Biodiversity
Rainbow Boa
Epicrates crassus | Cope, 1862
Characteristics: Medium-size species of serpent measuring some 1.5m in length. It has shallow lip pits and a slightly triangular head. At the top of its head, it has longitudinal stripes, a median, a pair behind the post-oculars on each side, for a total of five, very visible stripes. The belly is white or ivory-colored. Its predominant color is reddish-brown in the background, with a series of dorsal eye spots that are light brown in the middle, with white round or elongated marginal patches on each side of the body. When exposed to the sun or light, it has a different colorful, iridescent and metallic blue, which also gave it its “jibóia-arco-íris” (rainbow python) name. It has aglyphous teeth (no fangs that inoculate venom).
Distribution: It is widely distributed and can be found in Paraguay, Bolivia, Argentina, and Brazil. In Brazil, it is found in the Cerrado regions, in Rondônia, Bahia, Pará, Mato Grosso, Tocantins, Goiás, Minas Gerais, São Paulo, Mato Grosso do Sul, and Rio Grande do Sul.
Habitat: Open and dry environments, such as scrublands, salt marshes, secondary forests, savannas and fields, but they are also found in forest edges.
Habits: These are animals of terrestrial habits, preferably crepuscular and nocturnal, but can also be found active during the day.
Diet: They feed mainly on rodents and marsupials, lizards, and birds killed by constriction (asphyxiation).
Breeding: Viviparous, it has 6-17 offspring measuring about 40-45cm long.
UFRA: Species seen only once, among the Drainage Ditch and Organic Sugarcane Fields.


§ Task
Reproduce each entry exactly as it reads. Leave the images out.

[[ Supplied entries, beginning ]]

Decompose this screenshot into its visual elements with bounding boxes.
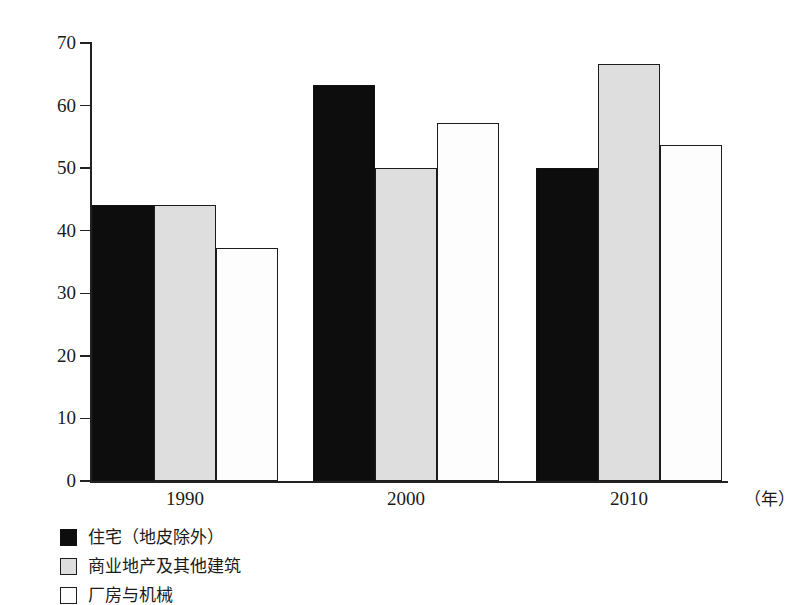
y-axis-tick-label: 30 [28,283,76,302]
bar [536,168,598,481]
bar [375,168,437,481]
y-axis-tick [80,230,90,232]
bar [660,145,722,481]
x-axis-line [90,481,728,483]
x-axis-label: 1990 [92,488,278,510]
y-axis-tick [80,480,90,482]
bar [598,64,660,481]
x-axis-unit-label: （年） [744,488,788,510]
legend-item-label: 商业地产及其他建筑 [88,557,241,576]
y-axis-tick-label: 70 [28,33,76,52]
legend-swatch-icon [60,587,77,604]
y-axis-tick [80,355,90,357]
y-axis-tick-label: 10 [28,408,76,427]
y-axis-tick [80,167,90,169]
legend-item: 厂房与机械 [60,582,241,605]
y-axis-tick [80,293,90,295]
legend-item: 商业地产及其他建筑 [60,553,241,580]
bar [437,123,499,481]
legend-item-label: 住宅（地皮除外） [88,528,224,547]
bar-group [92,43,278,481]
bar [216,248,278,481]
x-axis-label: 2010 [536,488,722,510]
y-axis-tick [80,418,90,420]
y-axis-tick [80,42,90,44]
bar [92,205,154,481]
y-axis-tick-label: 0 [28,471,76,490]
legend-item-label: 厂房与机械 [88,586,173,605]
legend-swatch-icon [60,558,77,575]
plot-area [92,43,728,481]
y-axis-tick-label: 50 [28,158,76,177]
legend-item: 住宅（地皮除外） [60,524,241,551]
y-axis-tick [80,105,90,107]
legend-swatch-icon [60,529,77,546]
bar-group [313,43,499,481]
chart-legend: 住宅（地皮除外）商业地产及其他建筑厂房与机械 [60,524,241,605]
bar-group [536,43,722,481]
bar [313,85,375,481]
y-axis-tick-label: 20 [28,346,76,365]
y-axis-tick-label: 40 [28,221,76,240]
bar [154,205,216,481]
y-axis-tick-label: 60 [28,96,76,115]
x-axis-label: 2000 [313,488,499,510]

[[ Supplied entries, end ]]

§ Result for this task
Decompose this screenshot into its visual elements with bounding boxes.
y-axis-tick-label: 30 [28,283,76,302]
bar [536,168,598,481]
bar [375,168,437,481]
y-axis-tick [80,230,90,232]
bar [660,145,722,481]
x-axis-line [90,481,728,483]
x-axis-label: 1990 [92,488,278,510]
y-axis-tick [80,480,90,482]
bar [598,64,660,481]
x-axis-unit-label: （年） [744,488,788,510]
legend-item-label: 商业地产及其他建筑 [88,557,241,576]
y-axis-tick-label: 70 [28,33,76,52]
legend-swatch-icon [60,587,77,604]
y-axis-tick [80,355,90,357]
y-axis-tick-label: 10 [28,408,76,427]
y-axis-tick [80,167,90,169]
legend-item: 厂房与机械 [60,582,241,605]
y-axis-tick [80,293,90,295]
legend-item: 商业地产及其他建筑 [60,553,241,580]
bar [437,123,499,481]
legend-item-label: 住宅（地皮除外） [88,528,224,547]
bar-group [92,43,278,481]
bar [216,248,278,481]
x-axis-label: 2010 [536,488,722,510]
y-axis-tick [80,418,90,420]
y-axis-tick [80,42,90,44]
bar [92,205,154,481]
y-axis-tick-label: 0 [28,471,76,490]
legend-item-label: 厂房与机械 [88,586,173,605]
legend-swatch-icon [60,558,77,575]
plot-area [92,43,728,481]
y-axis-tick-label: 50 [28,158,76,177]
legend-item: 住宅（地皮除外） [60,524,241,551]
y-axis-tick [80,105,90,107]
legend-swatch-icon [60,529,77,546]
bar-group [313,43,499,481]
chart-legend: 住宅（地皮除外）商业地产及其他建筑厂房与机械 [60,524,241,605]
bar-group [536,43,722,481]
bar [313,85,375,481]
y-axis-tick-label: 20 [28,346,76,365]
y-axis-tick-label: 40 [28,221,76,240]
bar [154,205,216,481]
y-axis-tick-label: 60 [28,96,76,115]
x-axis-label: 2000 [313,488,499,510]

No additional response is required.